Islamofascism, fascism and reality. Hitchens forgives the doughfaces of 1947 and 1948 for their failure to understand the deadly repression of the Soviet Union. At least the Soviets talked of rationality and equality. But Hitchens condemns today’s so-called "progressives" for pretending the Islamist fanatics and Baathist fascists could have been ignored.
The hard-liners in 1948 were principled enough to do the Democratic Party the favor of deserting it and running their own slate. They were also, one might concede, at least intelligible in their naivete about the U.S.S.R. A thinking person could, then at least, be brought to believe that state socialism was an improvement on monopoly capitalism, and that war was to be avoided at any price.
In the present case, however, not only are the hard-liners the activist and fund-raising core of the party; they also express ambivalence about a foe that does not even pretend to share the values of the Enlightenment, and that is furthermore immune to the cruder rationality of MAD. The Soviet leadership had every reason to avoid suicide, while the Islamist fanatics dream of nothing else.
In this context, Beinart’s wishful and halfhearted belief that Saddam Hussein could have been contained is the one position that nobody can seriously hold.
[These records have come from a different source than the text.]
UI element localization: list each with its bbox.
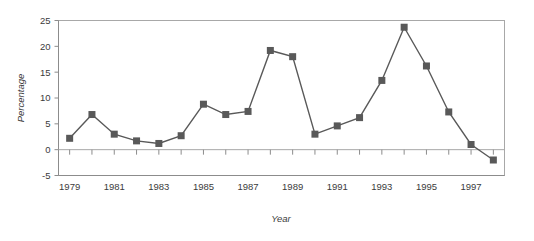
x-tick-label: 1995 xyxy=(416,181,437,192)
data-point-marker xyxy=(245,108,252,115)
y-axis-title: Percentage xyxy=(15,74,26,123)
data-point-marker xyxy=(267,47,274,54)
data-point-marker xyxy=(468,141,475,148)
data-point-marker xyxy=(66,135,73,142)
y-tick-label: 15 xyxy=(40,67,51,78)
x-axis-title: Year xyxy=(271,213,291,224)
y-tick-label: 0 xyxy=(45,144,50,155)
data-point-marker xyxy=(334,122,341,129)
y-tick-label: -5 xyxy=(42,170,50,181)
x-tick-label: 1989 xyxy=(282,181,303,192)
data-point-marker xyxy=(88,111,95,118)
y-tick-label: 25 xyxy=(40,15,51,26)
data-point-marker xyxy=(178,132,185,139)
x-tick-label: 1981 xyxy=(104,181,125,192)
data-point-marker xyxy=(378,77,385,84)
data-point-marker xyxy=(133,137,140,144)
data-point-marker xyxy=(200,101,207,108)
x-tick-label: 1983 xyxy=(148,181,169,192)
y-tick-label: 20 xyxy=(40,41,51,52)
data-point-marker xyxy=(445,108,452,115)
x-tick-label: 1985 xyxy=(193,181,214,192)
line-chart: -50510152025 Percentage 1979198119831985… xyxy=(0,0,534,241)
data-point-marker xyxy=(401,24,408,31)
x-tick-label: 1991 xyxy=(327,181,348,192)
x-tick-label: 1979 xyxy=(59,181,80,192)
data-point-marker xyxy=(155,140,162,147)
data-point-marker xyxy=(111,131,118,138)
x-tick-label: 1993 xyxy=(371,181,392,192)
data-point-marker xyxy=(311,131,318,138)
x-tick-label: 1997 xyxy=(460,181,481,192)
data-point-marker xyxy=(356,114,363,121)
data-point-marker xyxy=(289,53,296,60)
chart-canvas: -50510152025 Percentage 1979198119831985… xyxy=(0,0,534,241)
y-tick-label: 10 xyxy=(40,92,51,103)
y-tick-label: 5 xyxy=(45,118,50,129)
data-point-marker xyxy=(490,157,497,164)
data-point-marker xyxy=(423,62,430,69)
data-point-marker xyxy=(222,111,229,118)
x-tick-label: 1987 xyxy=(237,181,258,192)
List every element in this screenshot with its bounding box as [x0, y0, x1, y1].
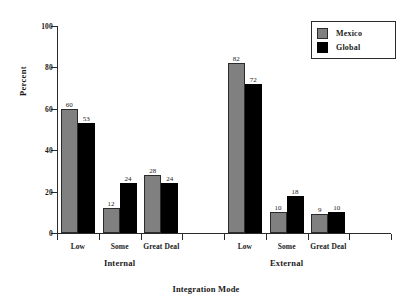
bar-external-great-deal-mexico: 9: [311, 214, 328, 233]
bar-external-some-global: 18: [287, 196, 304, 233]
legend-item-mexico: Mexico: [317, 26, 390, 40]
x-tick-mark: [391, 234, 392, 240]
legend-item-global: Global: [317, 40, 390, 54]
bar-internal-low-global: 53: [78, 123, 95, 233]
x-tick-mark: [224, 234, 225, 240]
x-category-label-external-great-deal: Great Deal: [308, 242, 350, 251]
bar-value-label: 9: [318, 206, 322, 214]
bar-value-label: 60: [66, 101, 73, 109]
legend-label-global: Global: [336, 43, 360, 52]
legend-swatch-mexico-icon: [317, 28, 328, 39]
y-axis-title: Percent: [18, 66, 28, 96]
y-tick-label: 80: [45, 63, 53, 72]
bar-internal-some-global: 24: [120, 183, 137, 233]
bar-value-label: 28: [149, 167, 156, 175]
y-tick-label: 60: [45, 104, 53, 113]
bar-value-label: 18: [292, 188, 299, 196]
legend-label-mexico: Mexico: [336, 29, 362, 38]
x-tick-mark: [57, 234, 58, 240]
bar-value-label: 12: [108, 200, 115, 208]
bar-value-label: 10: [333, 204, 340, 212]
bar-internal-great-deal-mexico: 28: [144, 175, 161, 233]
bar-external-great-deal-global: 10: [328, 212, 345, 233]
bar-value-label: 10: [275, 204, 282, 212]
x-group-label-external: External: [224, 258, 349, 268]
x-category-label-external-low: Low: [224, 242, 266, 251]
bar-value-label: 53: [83, 115, 90, 123]
x-group-label-internal: Internal: [57, 258, 182, 268]
x-axis-title: Integration Mode: [0, 284, 412, 294]
bar-internal-some-mexico: 12: [103, 208, 120, 233]
y-tick-label: 40: [45, 146, 53, 155]
x-tick-mark: [308, 234, 309, 240]
bar-internal-great-deal-global: 24: [161, 183, 178, 233]
x-tick-mark: [266, 234, 267, 240]
x-tick-mark: [141, 234, 142, 240]
bar-external-low-mexico: 82: [228, 63, 245, 233]
x-category-label-external-some: Some: [266, 242, 308, 251]
legend-swatch-global-icon: [317, 42, 328, 53]
bar-value-label: 24: [166, 175, 173, 183]
bar-internal-low-mexico: 60: [61, 109, 78, 233]
y-tick-label: 100: [41, 22, 53, 31]
y-tick-label: 20: [45, 187, 53, 196]
x-category-label-internal-low: Low: [57, 242, 99, 251]
x-tick-mark: [182, 234, 183, 240]
bar-chart: Percent Integration Mode 020406080100 60…: [0, 0, 412, 304]
bar-value-label: 24: [125, 175, 132, 183]
bar-external-low-global: 72: [245, 84, 262, 233]
x-category-label-internal-great-deal: Great Deal: [141, 242, 183, 251]
y-tick-label: 0: [49, 229, 53, 238]
bar-value-label: 72: [250, 76, 257, 84]
legend: Mexico Global: [311, 21, 396, 59]
x-category-label-internal-some: Some: [99, 242, 141, 251]
x-tick-mark: [349, 234, 350, 240]
bar-value-label: 82: [233, 55, 240, 63]
x-tick-mark: [99, 234, 100, 240]
bar-external-some-mexico: 10: [270, 212, 287, 233]
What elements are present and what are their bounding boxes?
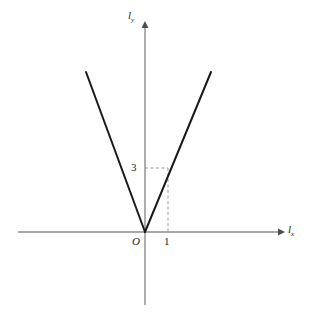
- x-axis-label-subscript: x: [291, 230, 294, 238]
- curve-right-branch: [145, 72, 211, 232]
- y-tick-label-3: 3: [131, 162, 137, 173]
- y-axis-arrowhead: [142, 21, 149, 28]
- y-axis-label-subscript: y: [131, 16, 134, 24]
- x-axis-arrowhead: [278, 228, 285, 235]
- y-axis-label: ly: [128, 10, 134, 24]
- math-figure: ly lx O 3 1: [0, 0, 309, 321]
- origin-label: O: [132, 236, 140, 247]
- curve-left-branch: [86, 72, 145, 232]
- x-tick-label-1: 1: [164, 236, 170, 247]
- x-axis-label: lx: [288, 224, 294, 238]
- coordinate-plot: [0, 0, 309, 321]
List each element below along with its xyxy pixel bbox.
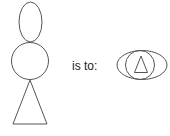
top-ellipse-shape [19, 2, 42, 42]
inner-triangle-shape [135, 56, 148, 73]
inner-circle-shape [126, 51, 155, 80]
bottom-triangle-shape [13, 80, 47, 124]
middle-circle-shape [12, 43, 49, 80]
relation-label: is to: [72, 59, 97, 73]
outer-ellipse-shape [117, 51, 167, 80]
right-figure [117, 51, 167, 80]
left-figure [12, 2, 49, 124]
He gives himself away when he argues that a continuation of the cruel and indiscriminate sanctions could have led the Baathist regime to self-destruct. Has he even tried to imagine what Iraq would have looked like on the day that that self-destruction occurred? Let us just assume that it would not have been a Velvet Revolution. It would have more closely resembled a Rwanda or a Congo on the Gulf. Bad as things are now, they would certainly have been worse.
Beinart in the mirror. Beinart argues that American liberalism has a duty to acknowledge there are atrocities worth stopping and principles worth fighting for. But in reversing his position on liberating Iraq, Beinart has a ready-made new chapter for his book on the doughfaces who claim to be liberals until the going gets tough.
By holding a mirror to Beinart, Will and Hitchens do him a favor. He’s got pseudo-liberal lines all over his face.
Frank Warner
Doughface. Yeah I can work with that, that's a better term than "modern 'liberal'," although it's not sufficiently descriptive. The modern moonbat leftist is not simply opposed to taking proper action in defense of liberty, he's actually in favor of taking action that will reduce liberty among his own people.
Posted by: Christopher Taylor | May 23, 2006 at 11:48 AM
Reading this in 2018, with 20/20 hindsight of course. This article encompasses the essence of neo-conservatism. Made a whole lot of sense at the time....
Posted by: George Kiss | January 23, 2019 at 02:00 AM
And perhaps it did make sense.
But put a "neo" in front of anything, and you're bound to further confuse the already complicated.